This historical novel depicts a lifelong friendship between two 13-year-old girls who meet in 1855. Susannah is a white orphan uprooted from Vermont to her coldhearted uncle’s Virginia farm; Bethlehem is a slave there. Each miserable for her own reasons, they escape together and flee north. Their perilous journey is described in flashbacks as they take turns narrating it 41 years later in Toronto, where Bethlehem is dying of tuberculosis. Susannah has come from New York at her old friend’s request, and she has brought her granddaughter, Mary.

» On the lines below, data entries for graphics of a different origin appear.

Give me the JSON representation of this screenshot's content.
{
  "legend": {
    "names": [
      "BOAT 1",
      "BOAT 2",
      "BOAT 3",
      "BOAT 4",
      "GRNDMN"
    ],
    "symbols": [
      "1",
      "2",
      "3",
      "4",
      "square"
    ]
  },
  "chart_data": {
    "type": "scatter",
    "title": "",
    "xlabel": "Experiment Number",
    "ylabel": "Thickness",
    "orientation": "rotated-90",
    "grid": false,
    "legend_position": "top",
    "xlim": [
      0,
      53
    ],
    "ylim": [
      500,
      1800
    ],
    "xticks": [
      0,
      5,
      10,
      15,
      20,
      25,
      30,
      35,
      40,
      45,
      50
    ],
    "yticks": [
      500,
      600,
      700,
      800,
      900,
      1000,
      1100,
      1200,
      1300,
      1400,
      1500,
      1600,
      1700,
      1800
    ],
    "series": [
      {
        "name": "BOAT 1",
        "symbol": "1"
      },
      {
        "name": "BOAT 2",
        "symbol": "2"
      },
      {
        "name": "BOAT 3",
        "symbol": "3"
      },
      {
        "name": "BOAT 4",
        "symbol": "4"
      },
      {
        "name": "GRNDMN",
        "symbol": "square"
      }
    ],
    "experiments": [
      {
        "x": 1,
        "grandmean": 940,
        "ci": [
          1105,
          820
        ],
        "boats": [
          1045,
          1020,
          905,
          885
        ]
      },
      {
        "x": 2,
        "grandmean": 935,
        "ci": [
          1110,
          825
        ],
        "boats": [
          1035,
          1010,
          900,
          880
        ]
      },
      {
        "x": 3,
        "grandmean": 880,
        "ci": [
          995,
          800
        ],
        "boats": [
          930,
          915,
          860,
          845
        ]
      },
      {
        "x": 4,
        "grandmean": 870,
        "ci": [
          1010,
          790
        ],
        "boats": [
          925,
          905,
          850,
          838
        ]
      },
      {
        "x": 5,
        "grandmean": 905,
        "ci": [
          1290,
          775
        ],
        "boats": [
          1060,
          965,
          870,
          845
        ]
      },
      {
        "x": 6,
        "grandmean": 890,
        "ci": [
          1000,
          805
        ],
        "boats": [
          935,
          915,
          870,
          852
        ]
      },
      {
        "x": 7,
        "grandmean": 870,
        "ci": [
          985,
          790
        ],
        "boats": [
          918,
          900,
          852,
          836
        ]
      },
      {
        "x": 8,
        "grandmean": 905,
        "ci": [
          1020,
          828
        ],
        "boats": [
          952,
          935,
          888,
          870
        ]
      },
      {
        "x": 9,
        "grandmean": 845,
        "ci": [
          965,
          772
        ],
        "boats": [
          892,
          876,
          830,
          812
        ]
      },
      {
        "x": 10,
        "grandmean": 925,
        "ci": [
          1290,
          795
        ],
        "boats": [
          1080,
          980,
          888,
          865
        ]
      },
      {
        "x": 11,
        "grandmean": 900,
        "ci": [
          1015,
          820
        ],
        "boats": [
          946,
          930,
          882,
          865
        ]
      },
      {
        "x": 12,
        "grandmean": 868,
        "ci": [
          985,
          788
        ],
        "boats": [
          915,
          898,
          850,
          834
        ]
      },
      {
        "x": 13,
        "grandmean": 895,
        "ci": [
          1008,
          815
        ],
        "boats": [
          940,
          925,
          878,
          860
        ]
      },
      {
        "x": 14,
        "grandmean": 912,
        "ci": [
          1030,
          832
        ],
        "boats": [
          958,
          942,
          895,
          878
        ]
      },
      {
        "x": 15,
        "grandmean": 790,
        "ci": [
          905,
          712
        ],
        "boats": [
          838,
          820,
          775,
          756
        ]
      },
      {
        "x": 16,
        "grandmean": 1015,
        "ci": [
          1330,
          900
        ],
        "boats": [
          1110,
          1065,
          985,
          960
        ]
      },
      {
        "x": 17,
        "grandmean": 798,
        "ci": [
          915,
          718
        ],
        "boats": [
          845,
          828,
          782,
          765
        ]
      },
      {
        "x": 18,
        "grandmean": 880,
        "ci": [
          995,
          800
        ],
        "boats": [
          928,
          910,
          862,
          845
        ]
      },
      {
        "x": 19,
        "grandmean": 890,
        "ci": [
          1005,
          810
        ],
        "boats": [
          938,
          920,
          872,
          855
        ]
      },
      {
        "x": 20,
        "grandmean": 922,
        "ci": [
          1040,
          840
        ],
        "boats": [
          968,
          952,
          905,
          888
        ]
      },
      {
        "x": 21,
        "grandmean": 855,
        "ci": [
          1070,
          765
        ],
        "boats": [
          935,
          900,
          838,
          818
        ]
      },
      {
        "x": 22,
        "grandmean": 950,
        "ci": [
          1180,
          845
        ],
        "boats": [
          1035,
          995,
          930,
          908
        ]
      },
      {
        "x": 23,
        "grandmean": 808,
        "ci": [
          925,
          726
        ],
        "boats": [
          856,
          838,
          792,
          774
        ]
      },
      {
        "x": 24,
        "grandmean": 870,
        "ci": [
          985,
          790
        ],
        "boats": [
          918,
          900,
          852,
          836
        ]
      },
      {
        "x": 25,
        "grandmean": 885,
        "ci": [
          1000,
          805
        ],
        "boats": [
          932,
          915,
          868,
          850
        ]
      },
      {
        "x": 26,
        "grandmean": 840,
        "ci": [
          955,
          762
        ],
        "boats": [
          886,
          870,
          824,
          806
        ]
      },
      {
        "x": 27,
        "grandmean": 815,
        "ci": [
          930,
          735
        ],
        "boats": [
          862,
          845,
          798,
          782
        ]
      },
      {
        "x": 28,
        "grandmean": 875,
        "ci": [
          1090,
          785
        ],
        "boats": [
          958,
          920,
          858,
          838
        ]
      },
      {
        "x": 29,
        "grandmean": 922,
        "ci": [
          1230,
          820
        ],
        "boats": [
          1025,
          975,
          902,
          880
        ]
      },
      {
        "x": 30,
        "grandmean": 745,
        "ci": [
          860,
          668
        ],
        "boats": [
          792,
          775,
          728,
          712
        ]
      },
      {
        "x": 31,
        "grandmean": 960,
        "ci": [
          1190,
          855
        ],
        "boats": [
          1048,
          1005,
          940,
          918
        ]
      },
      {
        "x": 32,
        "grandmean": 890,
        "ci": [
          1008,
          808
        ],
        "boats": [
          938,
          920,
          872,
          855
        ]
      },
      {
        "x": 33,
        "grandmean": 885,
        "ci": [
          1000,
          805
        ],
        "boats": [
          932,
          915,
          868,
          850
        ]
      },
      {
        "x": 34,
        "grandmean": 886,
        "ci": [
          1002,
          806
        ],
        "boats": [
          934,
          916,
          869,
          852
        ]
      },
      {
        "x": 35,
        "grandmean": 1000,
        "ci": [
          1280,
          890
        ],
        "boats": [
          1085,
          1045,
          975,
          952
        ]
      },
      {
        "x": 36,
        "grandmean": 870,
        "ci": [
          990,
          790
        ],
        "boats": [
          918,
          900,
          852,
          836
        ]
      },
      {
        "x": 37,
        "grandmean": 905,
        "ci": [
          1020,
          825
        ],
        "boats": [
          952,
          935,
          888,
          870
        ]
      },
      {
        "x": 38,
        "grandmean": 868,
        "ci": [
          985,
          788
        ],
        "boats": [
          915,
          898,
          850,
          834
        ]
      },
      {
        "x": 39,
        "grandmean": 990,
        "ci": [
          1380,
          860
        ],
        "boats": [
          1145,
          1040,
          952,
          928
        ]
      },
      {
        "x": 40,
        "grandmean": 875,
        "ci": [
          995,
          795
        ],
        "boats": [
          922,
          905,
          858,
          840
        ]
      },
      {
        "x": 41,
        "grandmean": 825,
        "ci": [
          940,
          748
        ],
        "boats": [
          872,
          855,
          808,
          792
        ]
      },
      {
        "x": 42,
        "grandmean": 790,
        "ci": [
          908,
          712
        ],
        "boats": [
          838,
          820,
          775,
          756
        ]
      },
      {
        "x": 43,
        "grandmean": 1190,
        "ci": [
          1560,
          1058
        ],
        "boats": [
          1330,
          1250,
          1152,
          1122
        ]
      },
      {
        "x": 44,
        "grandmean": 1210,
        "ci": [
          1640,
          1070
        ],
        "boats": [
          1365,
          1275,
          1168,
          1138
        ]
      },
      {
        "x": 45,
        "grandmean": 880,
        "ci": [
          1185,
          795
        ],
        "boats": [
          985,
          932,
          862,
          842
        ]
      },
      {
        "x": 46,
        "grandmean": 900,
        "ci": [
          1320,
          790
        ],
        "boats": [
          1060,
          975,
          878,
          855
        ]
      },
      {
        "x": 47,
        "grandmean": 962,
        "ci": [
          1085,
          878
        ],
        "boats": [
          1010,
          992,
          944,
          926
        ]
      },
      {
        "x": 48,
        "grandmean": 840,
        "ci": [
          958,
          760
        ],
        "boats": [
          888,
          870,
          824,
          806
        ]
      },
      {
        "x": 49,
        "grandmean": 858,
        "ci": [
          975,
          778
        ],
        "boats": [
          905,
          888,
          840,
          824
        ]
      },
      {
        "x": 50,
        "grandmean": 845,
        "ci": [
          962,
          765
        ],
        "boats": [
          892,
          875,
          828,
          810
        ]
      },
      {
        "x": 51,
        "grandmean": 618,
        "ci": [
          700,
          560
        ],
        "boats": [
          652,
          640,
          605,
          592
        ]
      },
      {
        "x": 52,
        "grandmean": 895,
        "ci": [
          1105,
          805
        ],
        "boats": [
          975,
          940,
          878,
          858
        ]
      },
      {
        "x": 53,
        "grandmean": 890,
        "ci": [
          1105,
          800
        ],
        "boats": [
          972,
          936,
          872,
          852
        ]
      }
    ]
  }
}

At Bethlehem’s shabby rooming house, they meet Free, a homeless black girl whom Bethlehem has taken in and who now takes care of her. Mary and Free take turns writing down the stories the older women tell.
Mary is surprised to learn that her grandmother is capable of passionate conviction and decisive action. Visionary even as a young girl, Bethlehem now faces death with spirit, dignity and pride.
This tale is not saccharine or oversimplified. There is much respect and humorous camaraderie between Susannah and Bethlehem—both as girls and as grown women—but there also are subtle barriers of reserve, guilt and resentment. Mary finds Free difficult to befriend and is mortified to discover prejudice within herself—and is too ashamed to tell her grandmother the truth.
Full not only of adventure and history but also of moral and psychological complexity, this book is an excellent, absorbing read for ’tween girls.